The Supreme Court decision in Hazelwood School District v. Kuhlmeier from the 1980s set precedent that allows student publications to be censored by their administration, specifically if it is part of a curriculum. The Daily Helmsman is an established public forum, which means this is a place for public expression and assembly, so we are not beholden to our administration. That does not mean in the past we have not been intimidated into suppressing stories on events or had our funding taken away, but we have prevailed through everything that has been thrown at us.

A student newspaper is vital to its university community. The local press in the Memphis area may cover what happens on this campus, but no one is as interested in it as we are.
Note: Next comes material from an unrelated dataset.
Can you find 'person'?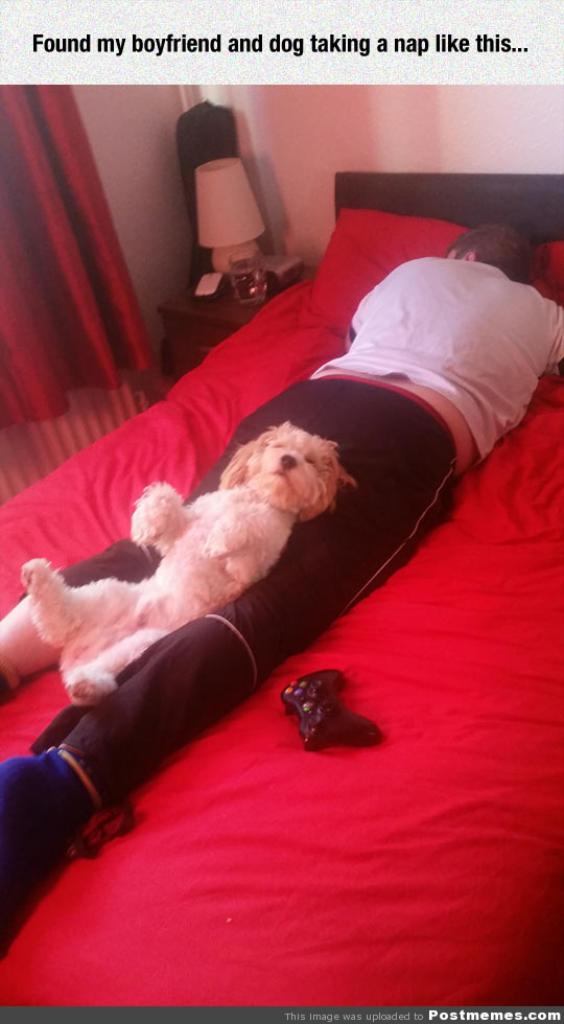
Yes, bounding box: bbox=[0, 224, 563, 860].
We are the only group whose sole purpose is to cover what happens in this college and its surrounding area.

Even among the other universities in Memphis, we are the only student press where our First Amendment rights cannot be infringed upon. A free student press is more or less a gift at private colleges. They are not guaranteed anything because private institutions can set their own rules on how much free expression they want to give their student body. 

Other colleges in the area, like Rhodes College and Christian Brothers University, are beholden to their administrators. Rhodes recently had to fight to have their funding reinstated. Student presses like ours do not exist everywhere, and we are the sentinels for student interests.

I am the one making the decisions what gets put on the front page of our paper every day. I am not acting at the behest of anyone, not even a journalism professor, besides myself. I am sponsored by this university and the journalism department, but I am independent of them. This institution was created to watch over its student body.

Even though we do not always run very serious stories and have some fun working here, we all take our jobs seriously. I have been at this paper for almost three years, and I have seen it go through struggles. I have seen others who work here or have worked here receive their fair share of criticism, and I have not been immune from it myself. I have owned up to my mistakes, and I have always taken responsibility for my actions, especially when I am in the wrong. This is not all fun and games.

We have not always done the popular thing. We have defied what we have been told to do, yet we have always prevailed. It takes courage to do that. It takes bravery and faith to stand alone, but when you stand alone in your convictions for what you know is right, no one can knock you down.